The successes and failures of an industry that claims to protect and promote our online identitiesWhat does privacy mean in the digital era? As technology increasingly blurs the boundary between public and private, questions about who controls our data become harder and harder to answer. Our every web view, click, and online purchase can be sold to anyone to store and use as they wish. At the same time, our online reputation has become an important part of our identity—a form of cultural currency.The Identity Trade examines the relationship between online visibility and privacy, and the politics of identity and self-presentation in the digital age. In doing so, Nora Draper looks at the revealing two-decade history of efforts by the consumer privacy industry to give individuals control over their digital image through the sale of privacy protection and reputation management as a service.Through in-depth interviews with industry experts, as well as analysis of media coverage, promotional materials, and government policies, Draper examines how companies have turned the protection and promotion of digital information into a business. Along the way, she also provides insight into how these companies have responded to and shaped the ways we think about image and reputation in the digital age.Tracking the successes and failures of companies claiming to control our digital ephemera, Draper takes us inside an industry that has commodified strategies of information control. This book is a discerning overview of the debate around who controls our data, who buys and sells it, and the consequences of treating privacy as a consumer good.

net.wars

by Wendy Grossman

Full text online version at www.nyupress.org/netwars.

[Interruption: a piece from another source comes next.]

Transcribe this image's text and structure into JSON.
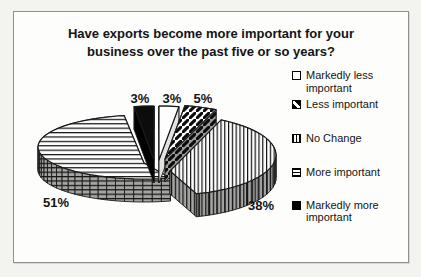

Who will rule cyberspace? And why should people care? Recently stories have appeared in a variety of news media, from the sensational to the staid, that portray the Internet as full of pornography, pedophilia, recipes for making bombs, lewd and lawless behavior, and copyright violators. And, for politicians eager for votes, or to people who have never strolled the electronic byways, regulating the Net seems as logical and sensible as making your kids wear seat belts. Forget freedom of speech: children can read this stuff. From the point of view of those on the Net, mass-media's representation of pornography on the Internet grossly overestimates the amount that is actually available, and these stories are based on studies that are at best flawed and at worst fraudulent. To netizens, the panic over the electronic availability of bomb-making recipes and other potentially dangerous material is groundless: the same material is readily available in public libraries. Out on the Net, it seems outrageous that people who have never really experienced it are in a position to regulate it. How then, should the lines be drawn in the grey area between cyberspace and the physical world? In net.wars, Wendy Grossman, a journalist who has covered the Net since 1992 for major publications such as Wired, The Guardian, and The Telegraph, assesses the battles that will define the future of this new venue. From the Church of Scientology's raids on Net users to netizens attempts to overthrow both the Communications Decency Act and the restrictions on the export of strong encryption, net.wars explains the issues and the background behind the headlines. Among the issues covered are net scams, class divisions on the net, privacy issues, the Communications Decency Act, women online, pornography, hackers and the computer underground, net criminals and sociopaths, and more.